Using PyTorch on AWS Lambda

Has anyone had any luck being able to use PyTorch on AWS Lambda for feature extraction from images or just using the framework at all? I finally got PyTorch, numpy, and pillow zipped in a folder under the uncompressed size limit (which is actually around 262 MB) but I had to build PyTorch from source to do this. The problem I am having now is that Lambda has a very old version of gcc running on it (4.8.3) which is very buggy and missing whole header files altogether. I believe the Pytorch docs state you should be using at least gcc 7 or later but I'm hoping someone may have found a way around this? I built the source using gcc 7.5 but then when I tried to import torch Lambda obviously used it's installed version of 4.8.3 causing an error on import: Floating point exception (core dumped) which stems from the old version of gcc. Is there a possible solution around this? I've been at this for a day and a half now so any help would be great. I think the bottom line is I am facing this similar issue. Better yet does anyone have a Pytorch lambda layer I could use?
I was able to utilize the below layers for using pytorch on AWS Lambda:
arn:aws:lambda:AWS_REGION:934676248949:layer:pytorchv1-py36:1 PyTorch 1.0.1
arn:aws:lambda:AWS_REGION:934676248949:layer:pytorchv1-py36:2 PyTorch 1.1.0
Found these on Fastai production deployment page, thanks to Matt McClean

"g++ not detected" while data set goes larger, is there any limit to matrix size in GPU?

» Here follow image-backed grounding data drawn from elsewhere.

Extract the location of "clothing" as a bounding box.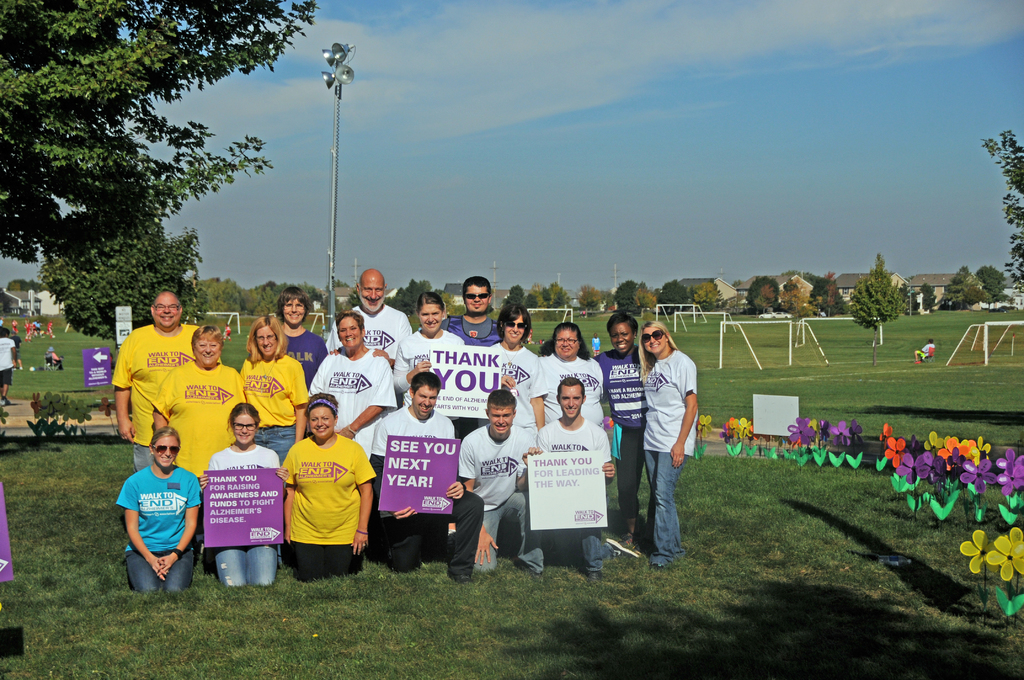
[460, 424, 516, 504].
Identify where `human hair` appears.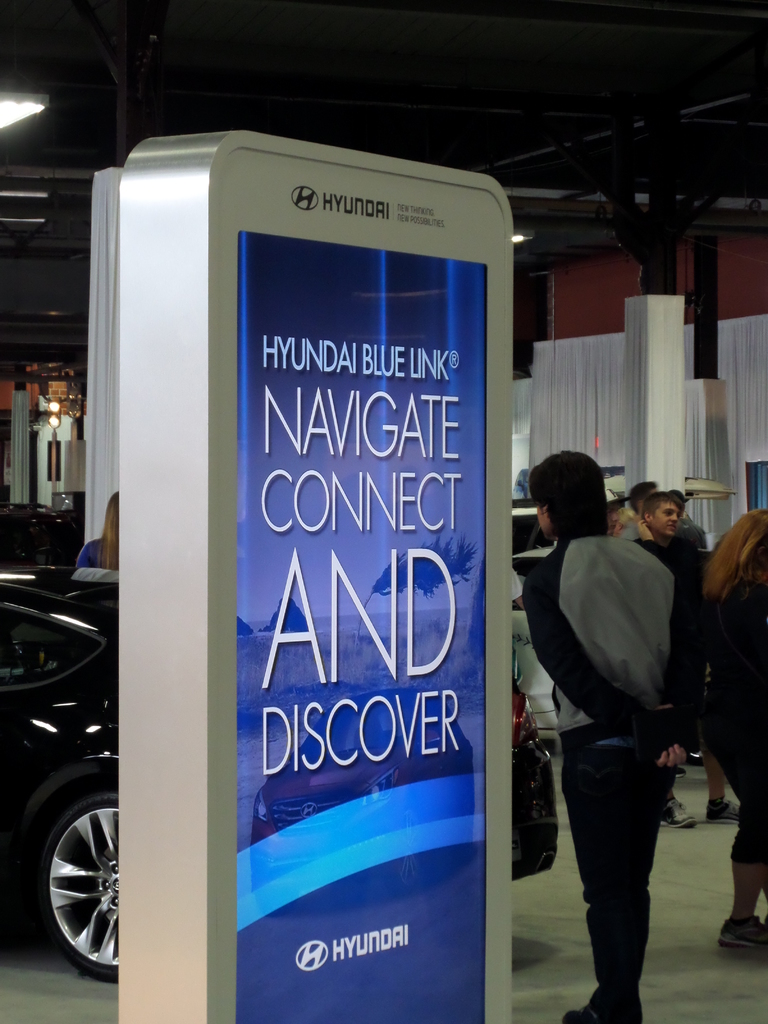
Appears at pyautogui.locateOnScreen(701, 507, 764, 606).
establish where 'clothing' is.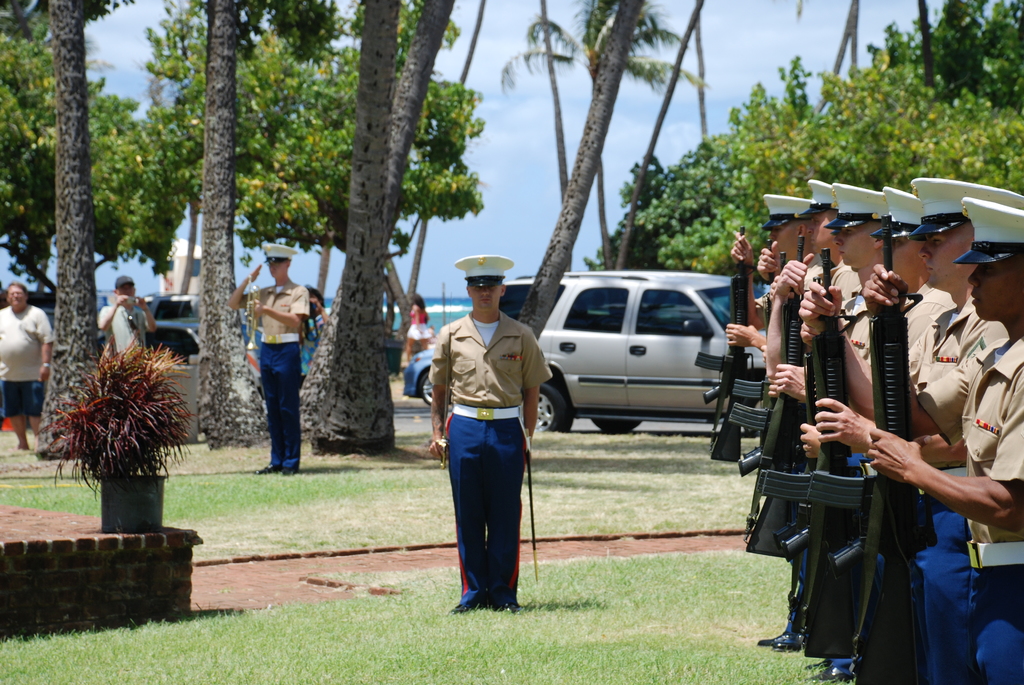
Established at rect(894, 290, 1020, 684).
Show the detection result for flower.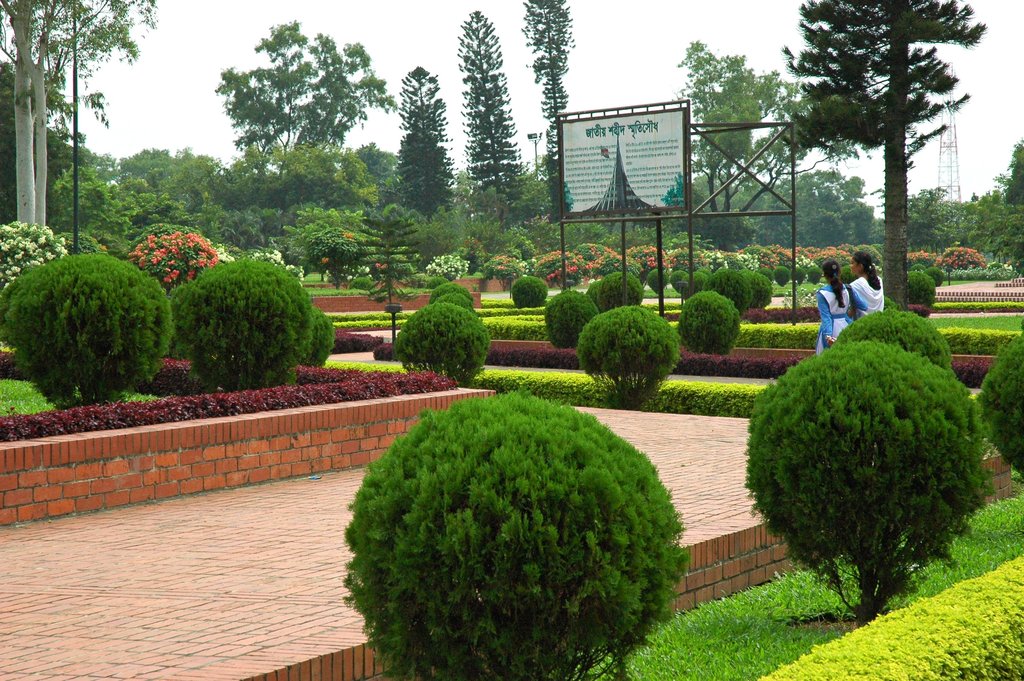
pyautogui.locateOnScreen(10, 264, 20, 273).
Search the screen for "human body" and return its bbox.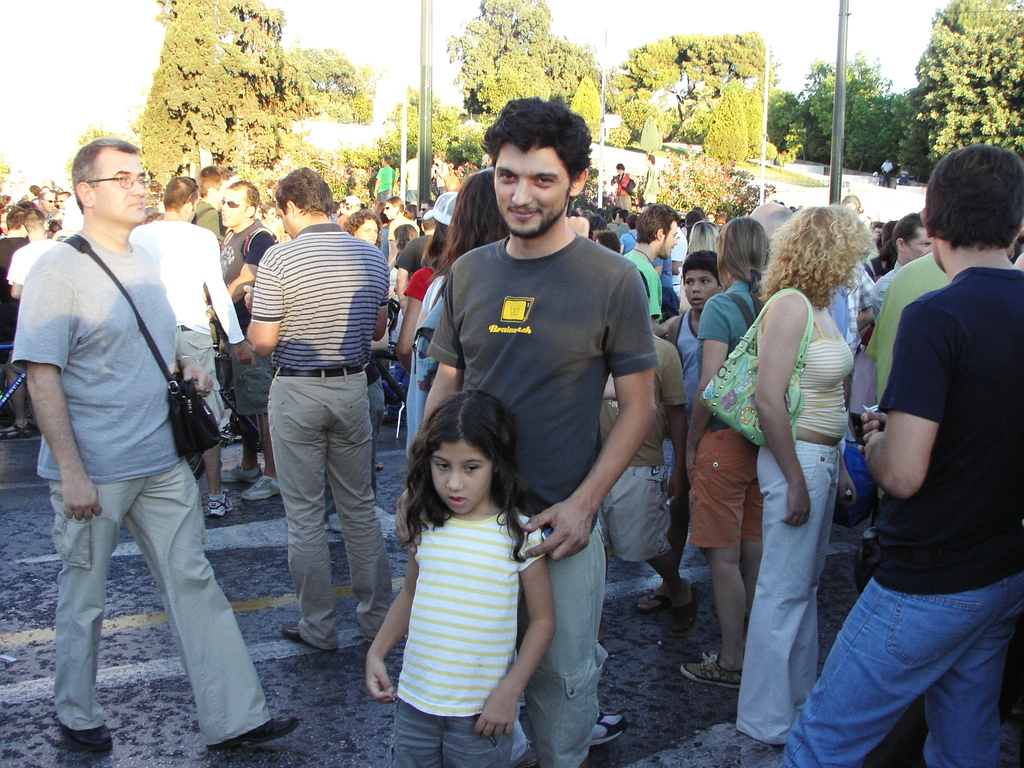
Found: crop(861, 255, 952, 408).
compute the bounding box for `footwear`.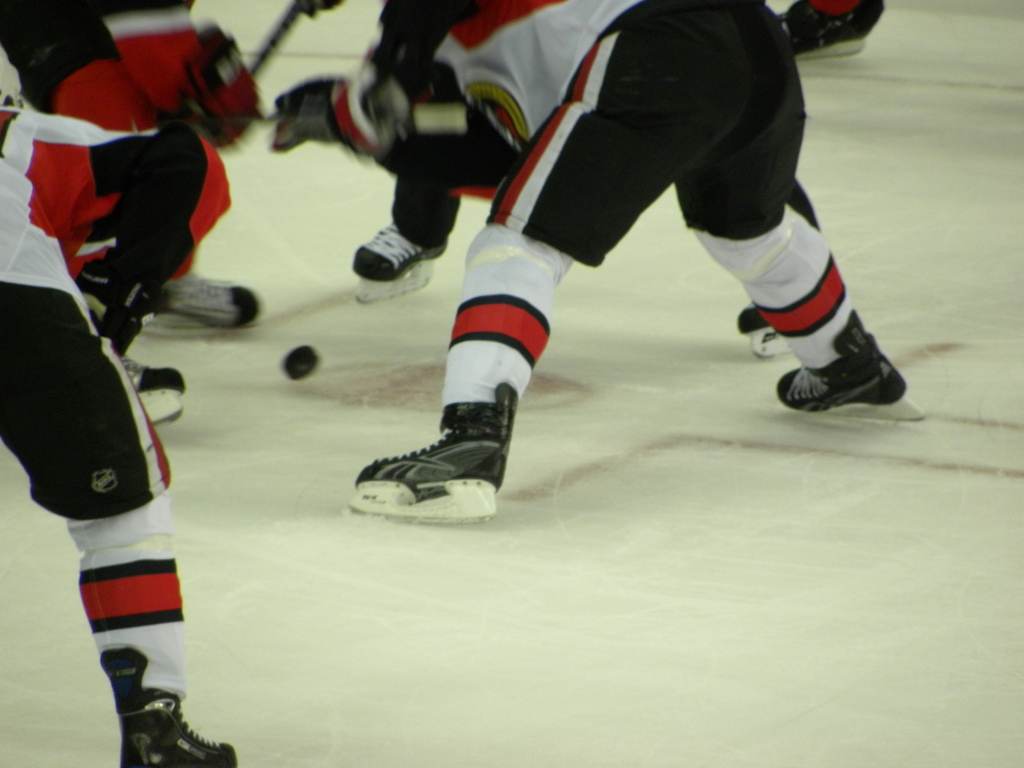
[343,218,438,302].
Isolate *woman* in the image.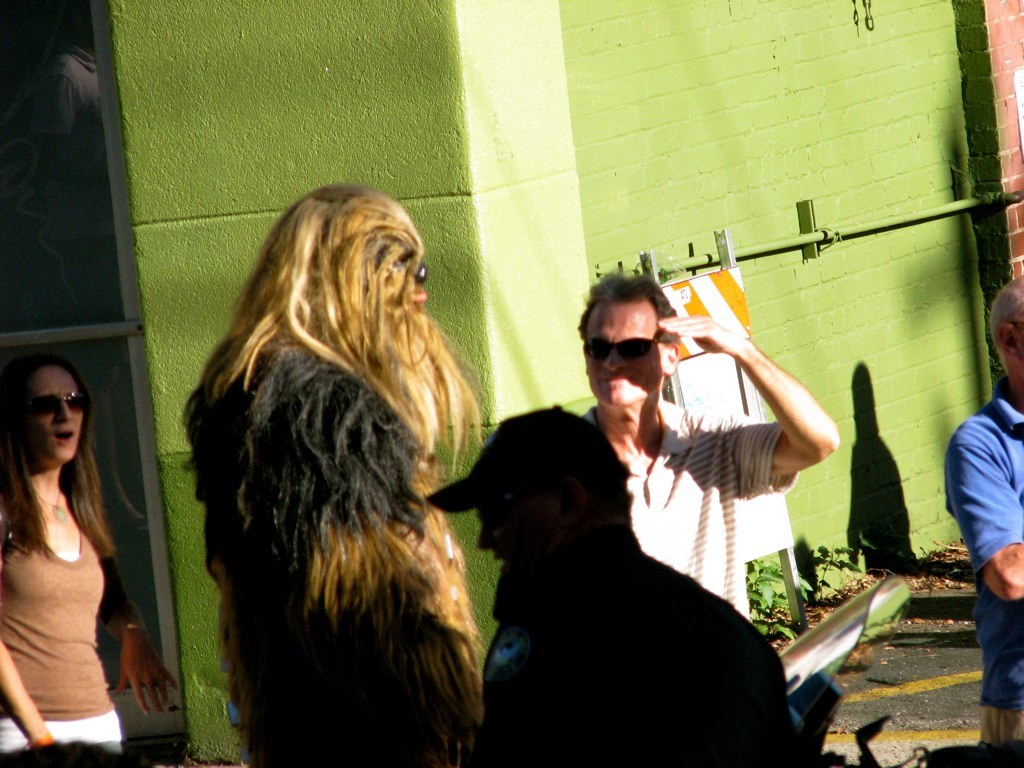
Isolated region: <region>177, 175, 589, 746</region>.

I got this message in using Keras to train an RNN for language model with a big 3D tensor (generated from a text, one hot encoded, and results a shape of (165717, 25, 7631)):
WARNING (theano.configdefaults): g++ not detected ! Theano will be unable to
execute optimized C-implementations (for both CPU and GPU) and will default to
Python implementations. Performance will be severely degraded. To remove this
warning, set Theano flags cxx to an empty string.
ERROR (theano.sandbox.cuda): nvcc compiler not found on $PATH. Check your nvcc
installation and try again.
But everything goes well while I limit the size of data set into small. Thus I wonder that does Theano or CUDA limit the size of matrix?
Besides, do I have a better way to do one hot representation? I mean, in the large 3D tensor, most elements are 0 due to the one-hot representation. However, I didn't found a layer which accepts index representation of words.
conda install mingw libpython
Make sure this is installed. Get this answer from another post, https://stackoverflow.com/a/31109547/3598832, which indicated from the manual.
Your Theano installation is not complete.
There are two problems mentioned in the question's pasted result:
WARNING (theano.configdefaults): g++ not detected ! Theano will be
unable to execute optimized C-implementations (for both CPU and GPU)
and will default to Python implementations. Performance will be
severely degraded. To remove this warning, set Theano flags cxx to an
empty string.
I suspect you're seeing this one even with small data sizes but it's a warning so things continue running successfully (using the pure Python implementation automatically).
ERROR (theano.sandbox.cuda): nvcc compiler not found on $PATH. Check
your nvcc installation and try again.
This is the one that happens when the data size increases because now the GPU is trying to be used.
Both messages indicate an incomplete Theano installation. The first indicates that you've not set up your C++ compiler properly. The second indicates that you've not set up CUDA properly. You need to follow the appropriate sections of the installation documentation to fix these problems. Note that simply doing pip install Theano is not sufficient when you want to use anything other than the pure Python implementations.